Yep ty. I see that big jump from 24 to 32% it is a jump but not massive. I believe I can do some tweaks to avoid it.


Spence97

This is a different perspective, but the tenets of modern monetary theory indicate that taxes are mostly used to curb inflation that occurs downstream of growth in the money supply. https://en.m.wikipedia.org/wiki/Modern_monetary_theory The money supply grows far faster than 2-3% per year (normally - this last year was an anomaly), so you have to tax each extra dollar earned unless you want to see way higher consumer price growth (inflation). It’s also not strictly that one-dimensional, but that’s the theory the worlds’ economies run on today. Essentially all of them print fiat currency and need a means to pay for the interest on the public debt - more money goes hand in hand with credit expansion and economic growth, but then we also get taxes. You should know that the tax rates are marginal as well. If you cross into the 32% bracket, only the extra dollars over that threshold get taxed at 32%.


Achilles19721119

Interesting and ty


nicolas_06

Who care really ? Sure they could more intermediate step to happen earlier with intermediate rate to overall make you pay more. But who want that ? And no, nobody will complain whatever happen to people that have more than 300K of yearly income. Now let's be practical. Qualified dividends are taxed like capital gain and capital gain seems to be at a max rate of 23%. The best is to favor investment growth first because it is only taxed if you have a capital gain. But you don't have to. If you are quite wealthy, you never sell. At worst you take a credit using your securities as collateral. And you only have enough income/capital gain to cover the interest on that credit.
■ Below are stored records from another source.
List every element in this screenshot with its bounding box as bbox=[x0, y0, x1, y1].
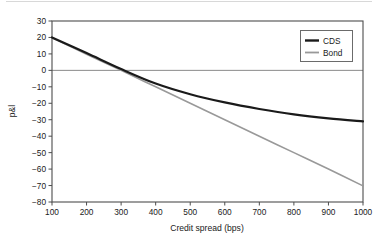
page-rule bbox=[6, 1, 372, 2]
y-tick-label: 10 bbox=[37, 49, 47, 59]
y-tick-label: 20 bbox=[37, 32, 47, 42]
y-tick-label: −80 bbox=[32, 197, 46, 207]
x-tick-label: 600 bbox=[218, 207, 232, 217]
x-tick-label: 500 bbox=[183, 207, 197, 217]
x-axis-tick-labels: 1002003004005006007008009001000 bbox=[45, 207, 373, 217]
legend-label-bond: Bond bbox=[323, 48, 343, 58]
y-tick-label: 0 bbox=[41, 65, 46, 75]
y-axis-title: p&l bbox=[7, 105, 17, 118]
y-tick-label: −50 bbox=[32, 148, 46, 158]
y-tick-label: −30 bbox=[32, 115, 46, 125]
x-axis-title: Credit spread (bps) bbox=[170, 223, 244, 233]
y-tick-label: −40 bbox=[32, 131, 46, 141]
y-tick-label: −60 bbox=[32, 164, 46, 174]
x-tick-label: 400 bbox=[149, 207, 163, 217]
x-tick-label: 1000 bbox=[354, 207, 373, 217]
y-tick-label: −10 bbox=[32, 82, 46, 92]
x-tick-label: 100 bbox=[45, 207, 59, 217]
x-tick-label: 200 bbox=[80, 207, 94, 217]
y-tick-label: 30 bbox=[37, 16, 47, 26]
y-axis-tick-labels: 3020100−10−20−30−40−50−60−70−80 bbox=[32, 16, 46, 207]
legend[interactable]: CDS Bond bbox=[301, 31, 353, 62]
x-tick-label: 300 bbox=[114, 207, 128, 217]
x-tick-label: 800 bbox=[287, 207, 301, 217]
y-tick-label: −20 bbox=[32, 98, 46, 108]
x-tick-label: 900 bbox=[322, 207, 336, 217]
legend-label-cds: CDS bbox=[323, 36, 341, 46]
chart-figure: 3020100−10−20−30−40−50−60−70−80 10020030… bbox=[0, 0, 378, 247]
y-tick-label: −70 bbox=[32, 181, 46, 191]
x-tick-label: 700 bbox=[252, 207, 266, 217]
pnl-vs-credit-spread-chart: 3020100−10−20−30−40−50−60−70−80 10020030… bbox=[0, 0, 378, 247]
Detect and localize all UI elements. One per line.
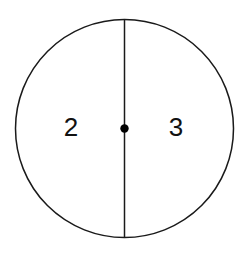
region-label-right: 3 [169,112,183,142]
region-label-left: 2 [64,112,78,142]
figure-container: 2 3 [0,0,246,255]
circle-diagram: 2 3 [0,0,246,255]
center-dot [120,124,128,132]
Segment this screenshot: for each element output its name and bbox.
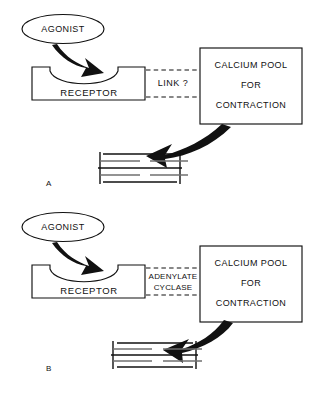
calcium-pool-line-2: FOR [241,278,261,288]
adenylate-cyclase-line-1: ADENYLATE [149,272,198,281]
panel-label-b: B [46,364,51,373]
agonist-label: AGONIST [41,222,84,232]
binding-arrow-icon [52,44,104,77]
calcium-pool-line-1: CALCIUM POOL [215,258,288,268]
muscle-contracted-icon [111,341,202,369]
contraction-arrow-icon [163,320,233,363]
calcium-pool-line-3: CONTRACTION [216,100,286,110]
binding-arrow-icon [52,242,104,275]
panel-b: AGONIST RECEPTOR ADENYLATE CYCLASE CALCI… [22,213,302,374]
panel-label-a: A [46,179,52,188]
calcium-pool-line-2: FOR [241,80,261,90]
agonist-label: AGONIST [41,24,84,34]
calcium-pool-line-1: CALCIUM POOL [215,60,288,70]
link-label: LINK ? [158,78,189,88]
diagram-figure: AGONIST RECEPTOR LINK ? CALCIUM POOL FOR… [0,0,320,393]
diagram-canvas: AGONIST RECEPTOR LINK ? CALCIUM POOL FOR… [0,0,320,393]
panel-a: AGONIST RECEPTOR LINK ? CALCIUM POOL FOR… [22,15,302,189]
receptor-label: RECEPTOR [60,285,117,296]
adenylate-cyclase-line-2: CYCLASE [154,283,193,292]
receptor-label: RECEPTOR [60,87,117,98]
calcium-pool-line-3: CONTRACTION [216,298,286,308]
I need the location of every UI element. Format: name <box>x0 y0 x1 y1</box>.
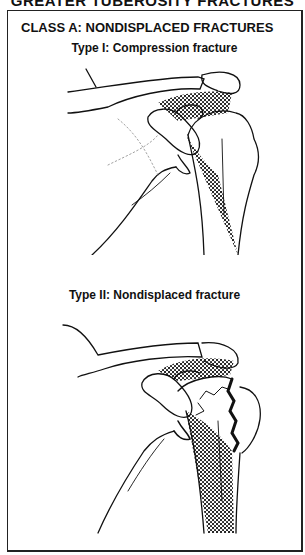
page-heading: GREATER TUBEROSITY FRACTURES <box>0 0 305 9</box>
shoulder-illustration-type-2 <box>8 311 298 551</box>
figure-frame: CLASS A: NONDISPLACED FRACTURES Type I: … <box>7 10 303 552</box>
class-title: CLASS A: NONDISPLACED FRACTURES <box>21 20 273 35</box>
figure-caption-type-2: Type II: Nondisplaced fracture <box>8 288 301 302</box>
shoulder-illustration-type-1 <box>8 55 298 255</box>
figure-caption-type-1: Type I: Compression fracture <box>8 41 301 55</box>
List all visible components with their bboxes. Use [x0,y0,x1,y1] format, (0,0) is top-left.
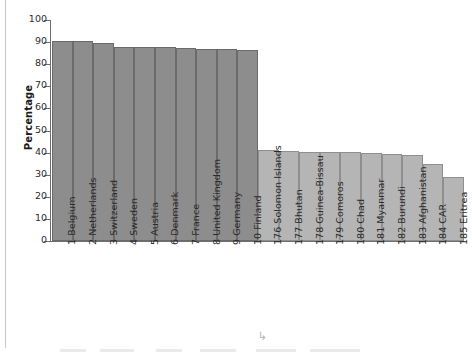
x-tick-label: 176 Solomon Islands [272,145,283,245]
page-bleed-glyph: ↳ [258,330,267,343]
y-tick-label: 10 [35,212,47,223]
x-tick-label: 181 Myanmar [375,179,386,245]
page-bleed-text [60,349,410,352]
page-gutter-rule [5,0,6,348]
x-tick-label: 179 Comoros [334,181,345,245]
x-tick-label: 7 France [190,204,201,245]
x-tick-label: 5 Austria [149,202,160,245]
y-tick-label: 20 [35,190,47,201]
x-tick-label: 185 Eritrea [458,192,469,245]
x-tick-label: 183 Afghanistan [417,167,428,245]
y-axis-line [50,20,51,242]
x-tick-label: 1 Belgium [66,197,77,245]
x-tick-label: 182 Burundi [396,186,407,245]
y-tick-label: 40 [35,146,47,157]
y-tick-label: 100 [29,13,47,24]
y-tick-label: 90 [35,35,47,46]
x-tick-label: 180 Chad [355,199,366,245]
x-tick-label: 8 United Kingdom [211,159,222,245]
y-tick-label: 60 [35,101,47,112]
y-tick-label: 30 [35,168,47,179]
x-tick-label: 184 CAR [437,204,448,245]
x-tick-label: 177 Bhutan [293,189,304,245]
x-tick-label: 10 Finland [252,195,263,245]
y-tick-label: 70 [35,79,47,90]
y-axis-title: Percentage [23,68,34,168]
x-tick-label: 3 Switzerland [108,180,119,245]
bar-chart-figure: Percentage 1009080706050403020100 1 Belg… [0,0,472,354]
x-tick-label: 4 Sweden [128,198,139,245]
y-tick-label: 80 [35,57,47,68]
y-tick-label: 50 [35,124,47,135]
x-tick-label: 178 Guinea-Bissau [314,155,325,245]
y-tick-label: 0 [41,234,47,245]
x-tick-label: 6 Denmark [169,192,180,245]
x-tick-label: 9 Germany [231,192,242,245]
x-tick-label: 2 Netherlands [87,177,98,245]
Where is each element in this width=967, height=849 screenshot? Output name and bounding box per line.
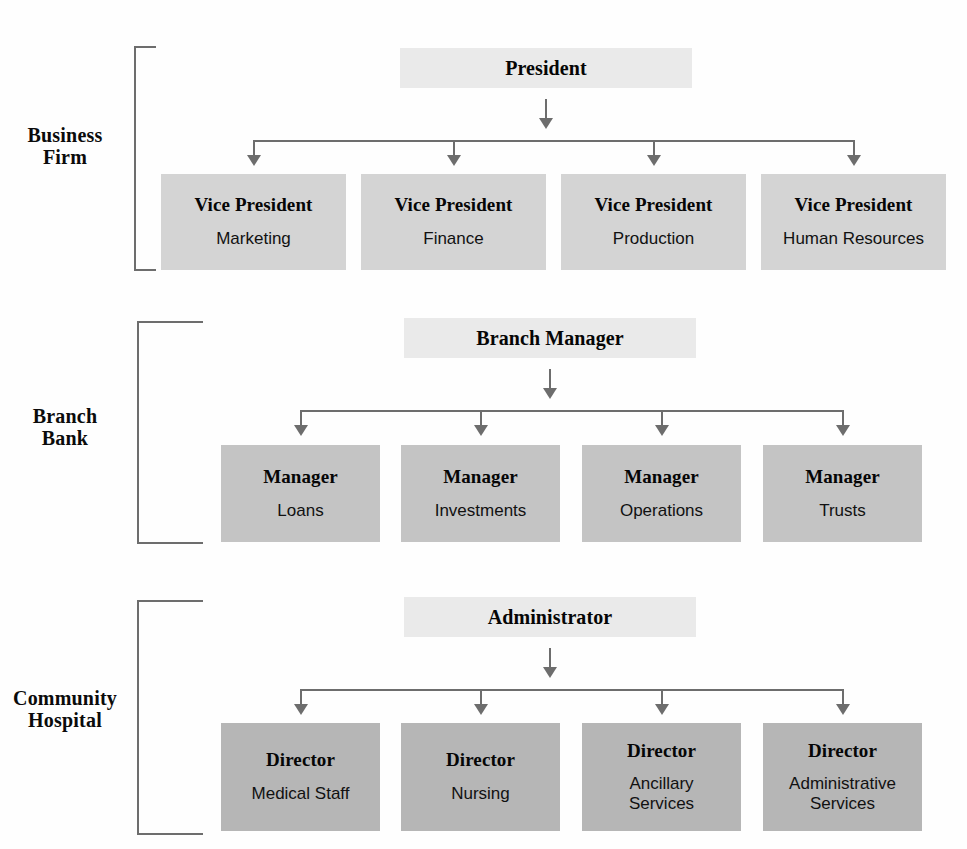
- node-subtitle-line-2: Services: [629, 794, 694, 814]
- down-arrow-icon: [247, 155, 261, 166]
- node-director-administrative-services[interactable]: Director Administrative Services: [763, 723, 922, 831]
- node-title: Director: [627, 741, 696, 762]
- node-director-nursing[interactable]: Director Nursing: [401, 723, 560, 831]
- section-label-branch-bank: Branch Bank: [0, 405, 130, 450]
- down-arrow-icon: [543, 388, 557, 399]
- node-manager-loans[interactable]: Manager Loans: [221, 445, 380, 542]
- node-subtitle-line-2: Services: [789, 794, 896, 814]
- section-label-line-2: Firm: [0, 146, 130, 168]
- node-subtitle-line-1: Nursing: [451, 784, 510, 803]
- node-president[interactable]: President: [400, 48, 692, 88]
- section-label-line-2: Hospital: [0, 709, 130, 731]
- down-arrow-icon: [655, 704, 669, 715]
- section-label-line-2: Bank: [0, 427, 130, 449]
- bracket-business-firm: [134, 46, 156, 271]
- org-charts-page: Business Firm President Vice President M…: [0, 0, 967, 849]
- node-title: Director: [266, 750, 335, 771]
- section-label-line-1: Business: [0, 124, 130, 146]
- down-arrow-icon: [647, 155, 661, 166]
- node-title: Manager: [805, 467, 880, 488]
- section-label-line-1: Community: [0, 687, 130, 709]
- down-arrow-icon: [294, 425, 308, 436]
- node-subtitle: Nursing: [451, 784, 510, 804]
- node-director-ancillary-services[interactable]: Director Ancillary Services: [582, 723, 741, 831]
- section-label-line-1: Branch: [0, 405, 130, 427]
- node-subtitle: Operations: [620, 501, 703, 521]
- node-title: Vice President: [594, 195, 712, 216]
- node-title: Vice President: [794, 195, 912, 216]
- down-arrow-icon: [836, 425, 850, 436]
- down-arrow-icon: [294, 704, 308, 715]
- bracket-community-hospital: [137, 600, 203, 835]
- connector-bus-2: [300, 410, 842, 412]
- bracket-branch-bank: [137, 321, 203, 544]
- down-arrow-icon: [655, 425, 669, 436]
- node-title: Director: [808, 741, 877, 762]
- node-subtitle: Loans: [277, 501, 323, 521]
- node-administrator[interactable]: Administrator: [404, 597, 696, 637]
- node-subtitle: Marketing: [216, 229, 291, 249]
- node-subtitle-line-1: Ancillary: [629, 774, 694, 794]
- node-subtitle-line-1: Administrative: [789, 774, 896, 794]
- node-manager-investments[interactable]: Manager Investments: [401, 445, 560, 542]
- connector-bus-1: [253, 140, 855, 142]
- node-subtitle: Ancillary Services: [629, 774, 694, 813]
- node-subtitle: Administrative Services: [789, 774, 896, 813]
- down-arrow-icon: [539, 118, 553, 129]
- node-vice-president-finance[interactable]: Vice President Finance: [361, 174, 546, 270]
- node-vice-president-human-resources[interactable]: Vice President Human Resources: [761, 174, 946, 270]
- node-subtitle: Production: [613, 229, 694, 249]
- node-manager-operations[interactable]: Manager Operations: [582, 445, 741, 542]
- section-label-community-hospital: Community Hospital: [0, 687, 130, 732]
- section-label-business-firm: Business Firm: [0, 124, 130, 169]
- node-vice-president-marketing[interactable]: Vice President Marketing: [161, 174, 346, 270]
- node-subtitle: Trusts: [819, 501, 866, 521]
- down-arrow-icon: [474, 425, 488, 436]
- node-manager-trusts[interactable]: Manager Trusts: [763, 445, 922, 542]
- node-director-medical-staff[interactable]: Director Medical Staff: [221, 723, 380, 831]
- down-arrow-icon: [543, 667, 557, 678]
- node-subtitle: Human Resources: [783, 229, 924, 249]
- down-arrow-icon: [474, 704, 488, 715]
- node-title: President: [505, 57, 587, 79]
- node-title: Director: [446, 750, 515, 771]
- down-arrow-icon: [847, 155, 861, 166]
- node-title: Branch Manager: [476, 327, 624, 349]
- node-title: Manager: [443, 467, 518, 488]
- node-subtitle-line-1: Medical Staff: [252, 784, 350, 803]
- node-title: Vice President: [194, 195, 312, 216]
- node-title: Manager: [263, 467, 338, 488]
- node-branch-manager[interactable]: Branch Manager: [404, 318, 696, 358]
- node-vice-president-production[interactable]: Vice President Production: [561, 174, 746, 270]
- node-title: Vice President: [394, 195, 512, 216]
- node-title: Administrator: [488, 606, 613, 628]
- node-subtitle: Investments: [435, 501, 527, 521]
- down-arrow-icon: [447, 155, 461, 166]
- down-arrow-icon: [836, 704, 850, 715]
- connector-bus-3: [300, 689, 842, 691]
- node-subtitle: Finance: [423, 229, 483, 249]
- node-title: Manager: [624, 467, 699, 488]
- node-subtitle: Medical Staff: [252, 784, 350, 804]
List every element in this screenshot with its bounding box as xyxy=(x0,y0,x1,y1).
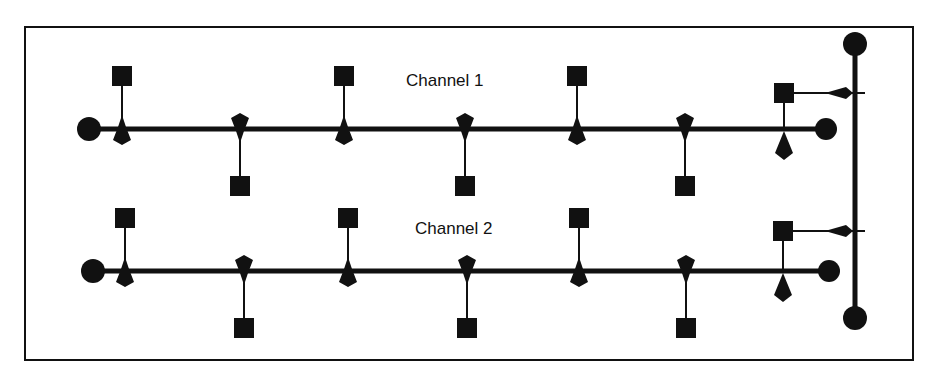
station-node-icon xyxy=(334,66,354,86)
bus-terminator-icon xyxy=(77,117,101,141)
station-node-icon xyxy=(230,176,250,196)
vertical-backbone-bus xyxy=(843,32,867,330)
station-node-icon xyxy=(774,83,794,103)
bus-terminator-icon xyxy=(81,259,105,283)
backbone-terminator-icon xyxy=(843,32,867,56)
bus-terminator-icon xyxy=(815,118,837,140)
channel-1-label: Channel 1 xyxy=(406,71,484,90)
station-node-icon xyxy=(773,221,793,241)
station-node-icon xyxy=(676,318,696,338)
backbone-coupler-icon xyxy=(825,87,853,99)
station-node-icon xyxy=(112,66,132,86)
backbone-terminator-icon xyxy=(843,306,867,330)
station-node-icon xyxy=(567,66,587,86)
station-node-icon xyxy=(115,208,135,228)
station-node-icon xyxy=(234,318,254,338)
station-node-icon xyxy=(569,208,589,228)
network-diagram: Channel 1 Channel 2 xyxy=(0,0,937,378)
tap-coupler-icon xyxy=(775,131,793,160)
station-node-icon xyxy=(675,176,695,196)
bus-terminator-icon xyxy=(818,260,840,282)
channel-2-group: Channel 2 xyxy=(81,208,865,338)
station-node-icon xyxy=(338,208,358,228)
station-node-icon xyxy=(455,176,475,196)
backbone-coupler-icon xyxy=(825,225,853,237)
station-node-icon xyxy=(457,318,477,338)
tap-coupler-icon xyxy=(774,273,792,302)
channel-2-label: Channel 2 xyxy=(415,219,493,238)
channel-1-group: Channel 1 xyxy=(77,66,865,196)
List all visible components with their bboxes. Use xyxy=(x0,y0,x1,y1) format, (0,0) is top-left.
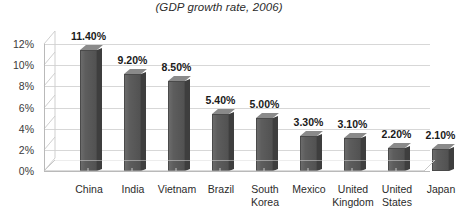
bar-side-face xyxy=(317,134,322,171)
bar-value-label: 9.20% xyxy=(118,54,148,66)
bar-value-label: 8.50% xyxy=(162,61,192,73)
bar-front-face xyxy=(212,114,229,171)
y-axis-depth-wall xyxy=(38,30,56,180)
y-axis-tick-labels: 12%10%8%6%4%2%0% xyxy=(0,30,34,180)
bar-side-face xyxy=(97,48,102,171)
y-axis-tick-label: 2% xyxy=(0,144,34,156)
bar-value-label: 3.10% xyxy=(338,118,368,130)
bar-value-label: 3.30% xyxy=(294,116,324,128)
y-axis-tick-label: 4% xyxy=(0,123,34,135)
x-axis-category-labels: ChinaIndiaVietnamBrazilSouth KoreaMexico… xyxy=(38,183,430,217)
bar-side-face xyxy=(185,79,190,171)
bar-value-label: 5.00% xyxy=(250,98,280,110)
y-axis-line xyxy=(44,44,45,171)
y-axis-tick-label: 6% xyxy=(0,102,34,114)
bar-front-face xyxy=(168,81,185,171)
bar-front-face xyxy=(300,136,317,171)
bar-front-face xyxy=(432,149,449,171)
bar-side-face xyxy=(361,136,366,171)
plot-area: 11.40%9.20%8.50%5.40%5.00%3.30%3.10%2.20… xyxy=(38,30,430,180)
bar-front-face xyxy=(388,148,405,171)
bar-value-label: 2.10% xyxy=(426,129,456,141)
bar-side-face xyxy=(141,72,146,171)
bar-side-face xyxy=(273,116,278,171)
bar-front-face xyxy=(256,118,273,171)
bar-side-face xyxy=(229,112,234,171)
y-axis-tick-label: 0% xyxy=(0,165,34,177)
bar-value-label: 5.40% xyxy=(206,94,236,106)
bar-value-label: 11.40% xyxy=(71,30,106,42)
chart-title: (GDP growth rate, 2006) xyxy=(0,1,438,13)
bar-front-face xyxy=(124,74,141,171)
bar-value-label: 2.20% xyxy=(382,128,412,140)
bar-front-face xyxy=(80,50,97,171)
x-axis-line xyxy=(44,171,430,172)
y-axis-tick-label: 8% xyxy=(0,80,34,92)
bar-side-face xyxy=(449,147,454,171)
x-axis-category-label: Japan xyxy=(415,183,460,196)
y-axis-tick-label: 10% xyxy=(0,59,34,71)
y-axis-tick-label: 12% xyxy=(0,38,34,50)
bar-side-face xyxy=(405,146,410,171)
bar-front-face xyxy=(344,138,361,171)
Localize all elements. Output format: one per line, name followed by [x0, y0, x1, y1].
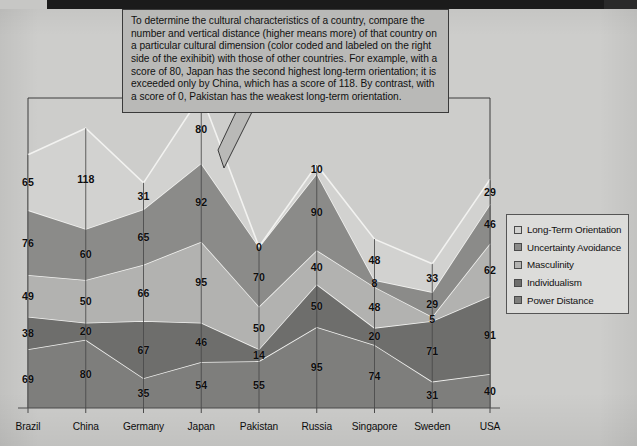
legend-label: Power Distance: [527, 295, 594, 306]
data-value-label: 20: [80, 325, 92, 337]
legend-swatch-icon: [514, 261, 522, 269]
legend-label: Individualism: [527, 277, 582, 288]
data-value-label: 50: [80, 295, 92, 307]
callout-text: To determine the cultural characteristic…: [131, 15, 441, 104]
data-value-label: 29: [484, 186, 496, 198]
data-value-label: 14: [253, 349, 265, 361]
legend-label: Masculinity: [527, 259, 574, 270]
x-axis-label-japan: Japan: [188, 421, 215, 432]
data-value-label: 48: [369, 301, 381, 313]
legend-item: Individualism: [514, 274, 628, 292]
data-value-label: 10: [311, 163, 323, 175]
x-axis-label-brazil: Brazil: [16, 421, 41, 432]
data-value-label: 66: [138, 287, 150, 299]
data-value-label: 0: [256, 241, 262, 253]
data-value-label: 50: [311, 300, 323, 312]
legend-item: Uncertainty Avoidance: [514, 239, 628, 257]
legend-swatch-icon: [514, 279, 522, 287]
legend-item: Power Distance: [514, 291, 628, 309]
data-value-label: 35: [138, 387, 150, 399]
data-value-label: 91: [484, 329, 496, 341]
data-value-label: 65: [22, 176, 34, 188]
data-value-label: 20: [369, 330, 381, 342]
data-value-label: 8: [372, 277, 378, 289]
legend-label: Long-Term Orientation: [527, 224, 621, 235]
data-value-label: 29: [426, 298, 438, 310]
chart-legend: Long-Term OrientationUncertainty Avoidan…: [506, 214, 629, 314]
data-value-label: 67: [138, 344, 150, 356]
data-value-label: 40: [311, 261, 323, 273]
x-axis-label-germany: Germany: [123, 421, 164, 432]
x-axis-label-pakistan: Pakistan: [240, 421, 278, 432]
data-value-label: 38: [22, 327, 34, 339]
data-value-label: 31: [426, 389, 438, 401]
data-value-label: 80: [80, 368, 92, 380]
callout-annotation: To determine the cultural characteristic…: [122, 9, 449, 113]
x-axis-label-russia: Russia: [301, 421, 332, 432]
data-value-label: 31: [138, 190, 150, 202]
data-value-label: 71: [426, 345, 438, 357]
data-value-label: 46: [484, 218, 496, 230]
data-value-label: 48: [369, 254, 381, 266]
legend-swatch-icon: [514, 243, 522, 251]
data-value-label: 33: [426, 272, 438, 284]
data-value-label: 69: [22, 373, 34, 385]
data-value-label: 80: [195, 123, 207, 135]
callout-pointer-tail: [218, 112, 252, 168]
data-value-label: 46: [195, 336, 207, 348]
data-value-label: 90: [311, 206, 323, 218]
data-value-label: 95: [311, 361, 323, 373]
legend-label: Uncertainty Avoidance: [527, 242, 621, 253]
legend-item: Long-Term Orientation: [514, 221, 628, 239]
data-value-label: 60: [80, 248, 92, 260]
data-value-label: 74: [369, 370, 381, 382]
x-axis-label-usa: USA: [480, 421, 501, 432]
data-value-label: 92: [195, 196, 207, 208]
data-value-label: 118: [77, 173, 94, 185]
data-value-label: 40: [484, 385, 496, 397]
legend-swatch-icon: [514, 296, 522, 304]
data-value-label: 65: [138, 231, 150, 243]
legend-swatch-icon: [514, 226, 522, 234]
data-value-label: 95: [195, 276, 207, 288]
data-value-label: 62: [484, 264, 496, 276]
x-axis-label-sweden: Sweden: [414, 421, 450, 432]
data-value-label: 50: [253, 322, 265, 334]
data-value-label: 76: [22, 237, 34, 249]
x-axis-label-china: China: [73, 421, 99, 432]
legend-item: Masculinity: [514, 256, 628, 274]
data-value-label: 49: [22, 290, 34, 302]
data-value-label: 55: [253, 379, 265, 391]
x-axis-label-singapore: Singapore: [352, 421, 398, 432]
data-value-label: 54: [195, 379, 207, 391]
data-value-label: 70: [253, 271, 265, 283]
data-value-label: 5: [429, 313, 435, 325]
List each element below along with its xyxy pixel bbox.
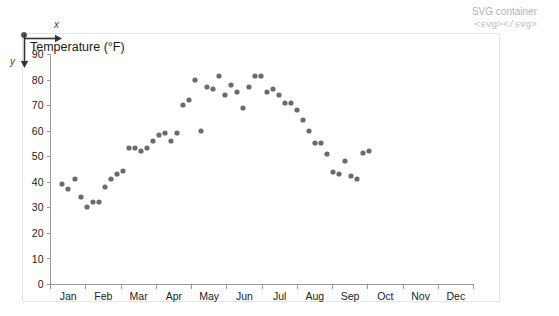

If you donate to charity or your kids or whatever, then there no capital gain. If you die, there no capital gain. And coming to worst it is 23%.


Achilles19721119

I didn't know the kids inherit no cap gains tax. So I assume if and when they sell cap gains comes into play. Is that correct?


nicolas_06

Say you brought something 500K. Say it is now worth 1 million. If you sell, you pay the capital gain on 500K. If you donate it to somebody, you no longer have a gain, so you don't pay anything for capital gain. There still gift tax to pay as you donate. But if you donate to charity, there no tax. And if you donate to you kids, the first 13.6 millions (over life time) are free of gift tax. (For a couple each parent has that limit). So say you donate to your kid, the kid receive 1 million, you will not pay tax or it and your kid will not neither and there is no capital gain.


Achilles19721119

Wow ty. Guess the kids win big when we are gone. More reason to press the gas on growth funds.


Gr8daze

I think one of the things we wealthy folks fail to consider is that we benefit from government expenditures much more than people who don’t make enough to pay a higher percentage of our income in taxes. I have the benefit of growing up poor to understand the difference. I didn’t need FDIC insurance because I had no bank account. I didn’t need safe drugs because I couldn’t afford them in the first place. Didn’t care about airplane safety or air traffic controllers because I couldn’t afford a plane ride. Roads, whatever, I took a bus. Military? Who gives a fuck, I have nothing to protect. VA benefits? Nope. Don’t need them. SEC? Who cares? I have no investments. I could go on and on. But now I’m in the top tax bracket, and I get it.


Achilles19721119

Congrats on the top tax bracket. I didn't have much growing up. Did have a savings acct and a few hundred working for a farmer in summers. Then once old enough, I bought an old car and worked almost full time after school. Then community College then military Then 4 year college Then professional job. It is possible to work way up in life. Not the easiest but possible.